Posted by: Dan Darling || 12/12/2003 12:18:42 AM || Comments || Link || [0 views] Top|| File under:


Iran
Iran arrests 130 al-Qaeda suspects
Interesting if this is true or more of the same song and dance that we’ve seen for the last several months ...
Iran has arrested 130 suspected members of the al-Qaeda network and is ready to extradite some of them, President Mohammad Khatami said. "Those who have committed crimes in Iran will be judged in Iran and the others will be extradited to their country of origin," he said through an interpreter during a news conference. "There is no place for al-Qaeda, no place for any terrorist, for those who act against peace in the world," he added. Khatami said al-Qaeda was "very hostile" to the Iranian regime.
Posted by: Dan Darling || 12/12/2003 12:12:06 AM || Comments || Link || [0 views] Top|| File under:

#1  Yes---we will extradite them to Syrian forces in Lebanon
Posted by: NotMikeMoore || 12/12/2003 0:50 Comments || Top||

#2  Yep, Yep,
They will extradite them as soon as they extradite Khatami to the Tel Aviv authorities.
will take some time though,
you may all start breathing again ;)
Posted by: The Dodo || 12/12/2003 4:26 Comments || Top||

#3  round up the usual suspects.
Posted by: B || 12/12/2003 10:13 Comments || Top||

#4  Ah, the Black Hats have been on another hiring expedition to PakiWakiLand for cannon fodder. Pay 'em $5 to agree to be "arrested", make big splash with gullible Western press, then "deport" them back and give 'em their $5 completion bonus upon their exit from the Welcome Home! party debriefing by ISI.
Posted by: ,comma || 12/12/2003 12:53 Comments || Top||

#5  PR smoke screen to delay the assault to take out the AQ leadership.
Posted by: Hyper || 12/12/2003 14:42 Comments || Top||



Who's in the News
56[untagged]

Bookmark
E-Mail Me

The Classics
The O Club
Rantburg Store
The Bloids
The Never-ending Story
Thugburg
Gulf War I
The Way We Were
Bio

Merry-Go-Blog











On Sale now!


A multi-volume chronology and reference guide set detailing three years of the Mexican Drug War between 2010 and 2012.

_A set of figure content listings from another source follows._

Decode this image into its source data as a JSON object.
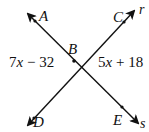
{
  "diagram": {
    "type": "intersecting-lines",
    "intersection_point": "B",
    "points": {
      "A": "A",
      "B": "B",
      "C": "C",
      "D": "D",
      "E": "E"
    },
    "rays": {
      "r": "r",
      "s": "s"
    },
    "lines": [
      {
        "name": "line-r",
        "through": [
          "D",
          "B",
          "C"
        ],
        "label": "r"
      },
      {
        "name": "line-s",
        "through": [
          "A",
          "B",
          "E"
        ],
        "label": "s"
      }
    ],
    "angles": {
      "left": {
        "between": [
          "A",
          "B",
          "D"
        ],
        "coef": "7",
        "var": "x",
        "op": " − ",
        "const": "32",
        "full": "7x − 32"
      },
      "right": {
        "between": [
          "C",
          "B",
          "E"
        ],
        "coef": "5",
        "var": "x",
        "op": " + ",
        "const": "18",
        "full": "5x + 18"
      }
    },
    "colors": {
      "line": "#111111",
      "background": "#ffffff"
    }
  }
}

Rantburg.com and borderlandbeat.com correspondent and author Chris Covert presents his first non-fiction work detailing the drug and gang related violence in Mexico.

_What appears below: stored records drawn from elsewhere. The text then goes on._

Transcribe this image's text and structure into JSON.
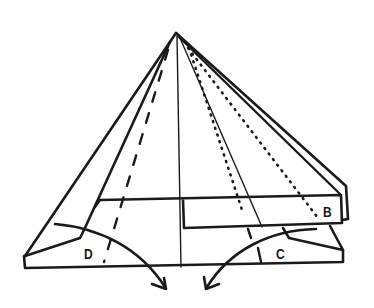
{
  "diagram": {
    "type": "origami-fold-instruction",
    "stroke_color": "#1a1a1a",
    "background": "#ffffff",
    "labels": [
      {
        "id": "B",
        "text": "B",
        "x": 323,
        "y": 204
      },
      {
        "id": "C",
        "text": "C",
        "x": 276,
        "y": 246
      },
      {
        "id": "D",
        "text": "D",
        "x": 84,
        "y": 246
      }
    ],
    "arrows": [
      {
        "name": "fold-arrow-left",
        "from_label": "D",
        "direction": "down-right"
      },
      {
        "name": "fold-arrow-right",
        "from_label": "C",
        "direction": "down-left"
      }
    ],
    "line_styles": {
      "solid": "edge / existing crease",
      "dashed": "valley fold",
      "dotted": "hidden / x-ray line"
    }
  }
}
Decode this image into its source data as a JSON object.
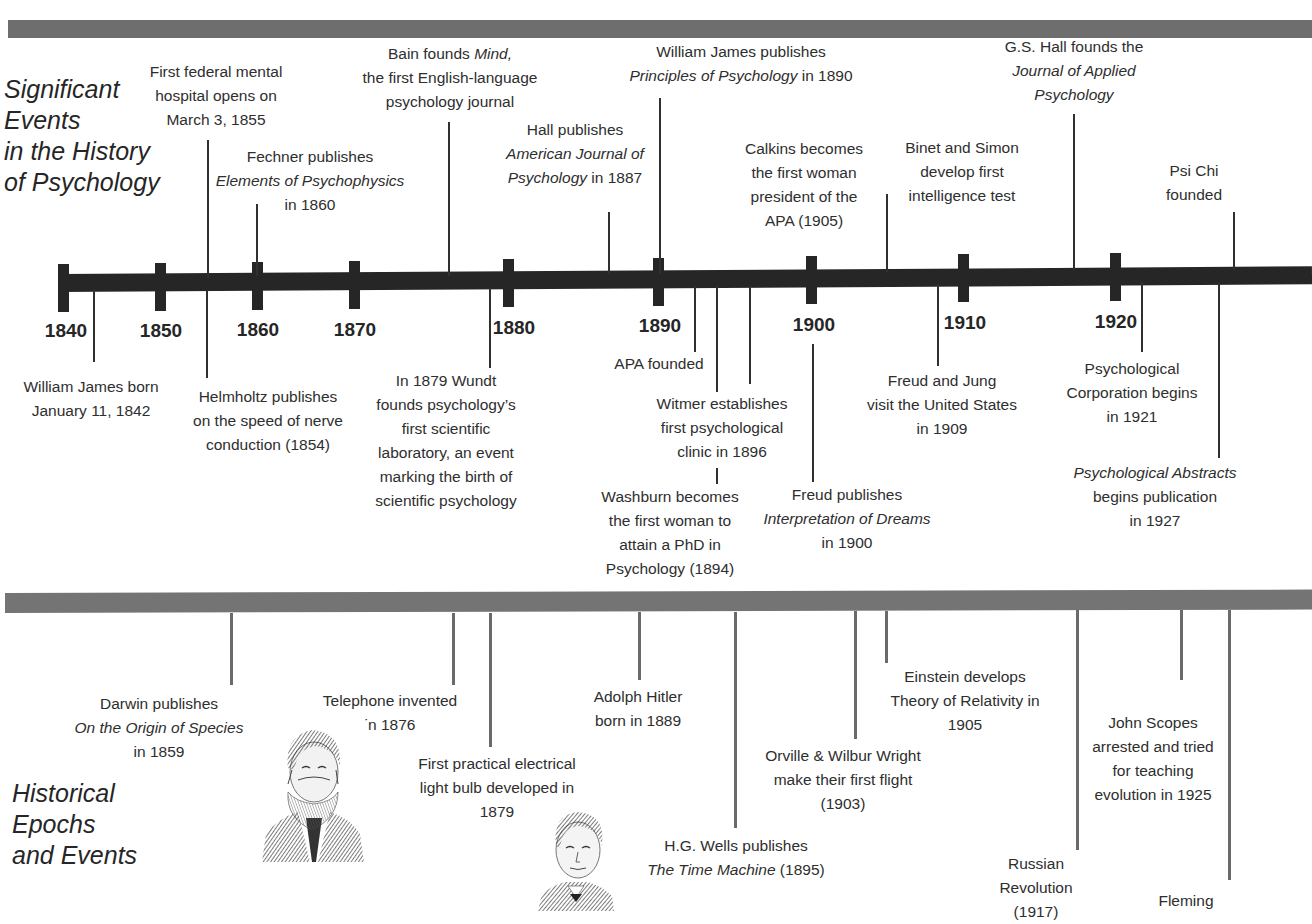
{
  "titles": {
    "psychology": "Significant\nEvents\nin the History\nof Psychology",
    "historical": "Historical\nEpochs\nand Events"
  },
  "colors": {
    "axis": "#262626",
    "band": "#6e6e6e",
    "connector": "#303030",
    "connector_historical": "#6a6a6a",
    "text": "#2e2e2e"
  },
  "chart_data": {
    "type": "timeline",
    "title": "Significant Events in the History of Psychology",
    "axis": {
      "ticks": [
        "1840",
        "1850",
        "1860",
        "1870",
        "1880",
        "1890",
        "1900",
        "1910",
        "1920"
      ],
      "range": [
        1840,
        1930
      ]
    },
    "psychology_events_above": [
      {
        "year": 1855,
        "lines": [
          "First federal mental",
          "hospital opens on",
          "March 3, 1855"
        ]
      },
      {
        "year": 1860,
        "lines": [
          "Fechner publishes",
          "<i>Elements of Psychophysics</i>",
          "in 1860"
        ]
      },
      {
        "year": 1876,
        "lines": [
          "Bain founds <i>Mind,</i>",
          "the first English-language",
          "psychology journal"
        ]
      },
      {
        "year": 1887,
        "lines": [
          "Hall publishes",
          "<i>American Journal of</i>",
          "<i>Psychology</i> in 1887"
        ]
      },
      {
        "year": 1890,
        "lines": [
          "William James publishes",
          "<i>Principles of Psychology</i> in 1890"
        ]
      },
      {
        "year": 1905,
        "lines": [
          "Calkins becomes",
          "the first woman",
          "president of the",
          "APA (1905)"
        ]
      },
      {
        "year": 1905,
        "lines": [
          "Binet and Simon",
          "develop first",
          "intelligence test"
        ]
      },
      {
        "year": 1917,
        "lines": [
          "G.S. Hall founds the",
          "<i>Journal of Applied</i>",
          "<i>Psychology</i>"
        ]
      },
      {
        "year": 1929,
        "lines": [
          "Psi Chi",
          "founded"
        ]
      }
    ],
    "psychology_events_below": [
      {
        "year": 1842,
        "lines": [
          "William James born",
          "January 11, 1842"
        ]
      },
      {
        "year": 1854,
        "lines": [
          "Helmholtz publishes",
          "on the speed of nerve",
          "conduction (1854)"
        ]
      },
      {
        "year": 1879,
        "lines": [
          "In 1879 Wundt",
          "founds psychology’s",
          "first scientific",
          "laboratory, an event",
          "marking the birth of",
          "scientific psychology"
        ]
      },
      {
        "year": 1892,
        "lines": [
          "APA founded"
        ]
      },
      {
        "year": 1896,
        "lines": [
          "Witmer establishes",
          "first psychological",
          "clinic in 1896"
        ]
      },
      {
        "year": 1894,
        "lines": [
          "Washburn becomes",
          "the first woman to",
          "attain a PhD in",
          "Psychology (1894)"
        ]
      },
      {
        "year": 1900,
        "lines": [
          "Freud publishes",
          "<i>Interpretation of Dreams</i>",
          "in 1900"
        ]
      },
      {
        "year": 1909,
        "lines": [
          "Freud and Jung",
          "visit the United States",
          "in 1909"
        ]
      },
      {
        "year": 1921,
        "lines": [
          "Psychological",
          "Corporation begins",
          "in 1921"
        ]
      },
      {
        "year": 1927,
        "lines": [
          "<i>Psychological Abstracts</i>",
          "begins publication",
          "in 1927"
        ]
      }
    ],
    "historical_events": [
      {
        "year": 1859,
        "lines": [
          "Darwin publishes",
          "<i>On the Origin of Species</i>",
          "in 1859"
        ]
      },
      {
        "year": 1876,
        "lines": [
          "Telephone invented",
          "in 1876"
        ]
      },
      {
        "year": 1879,
        "lines": [
          "First practical electrical",
          "light bulb developed in",
          "1879"
        ]
      },
      {
        "year": 1889,
        "lines": [
          "Adolph Hitler",
          "born in 1889"
        ]
      },
      {
        "year": 1895,
        "lines": [
          "H.G. Wells publishes",
          "<i>The Time Machine</i> (1895)"
        ]
      },
      {
        "year": 1903,
        "lines": [
          "Orville &amp; Wilbur Wright",
          "make their first flight",
          "(1903)"
        ]
      },
      {
        "year": 1905,
        "lines": [
          "Einstein develops",
          "Theory of Relativity in",
          "1905"
        ]
      },
      {
        "year": 1917,
        "lines": [
          "Russian",
          "Revolution",
          "(1917)"
        ]
      },
      {
        "year": 1925,
        "lines": [
          "John Scopes",
          "arrested and tried",
          "for teaching",
          "evolution in 1925"
        ]
      },
      {
        "year": 1928,
        "lines": [
          "Fleming"
        ]
      }
    ]
  },
  "portraits": [
    {
      "name": "bearded-man-portrait",
      "caption_near": "Telephone invented"
    },
    {
      "name": "elderly-man-portrait",
      "caption_near": "First practical electrical light bulb"
    }
  ]
}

Chris gives us Mexican press dispatches of drug and gang war violence over three years, presented in a multi volume set intended to chronicle the death, violence and mayhem which has dominated Mexico for six years.
Click here for more information

Meet the Mods
In no particular order...
Steve White
Seafarious
tu3031
badanov
sherry
ryuge
GolfBravoUSMC
Bright Pebbles
trailing wife
Gloria
Fred
Besoeker
Glenmore
Frank G
3dc
Skidmark

Two weeks of WOT
Fri 2003-12-12
  Noorani: "Rosebud!"
Thu 2003-12-11
  Senior Sammy Fedayeen Leader Iced, Toe-tagged
Wed 2003-12-10
  Boom boy nabbed at U.S. embassy in Beirut
Tue 2003-12-09
  Six dead in Moscow boom
Mon 2003-12-08
  Convictions for November 17th terrorists
Sun 2003-12-07
  Commander Robot nabbed!
Sat 2003-12-06
  Sudan rebels say 353 killed in fighting
Fri 2003-12-05
  40 dead in Caucasus train boom
Thu 2003-12-04
  Japan to Send Troops to Iraq
Wed 2003-12-03
  Armed police to patrol Birmingham streets
Tue 2003-12-02
  New terror arrests in London
Mon 2003-12-01
  3 years jug for aiding terror cell
Sun 2003-11-30
  4th ID bangs 46 in ambushes
Sat 2003-11-29
  Germany arrests al-Qaeda leader
Fri 2003-11-28
  Soddies sieze ton o' bombs


Rantburg was assembled from recycled algorithms in the United States of America. No trees were destroyed in the production of this weblog. We did hurt some, though. Sorry.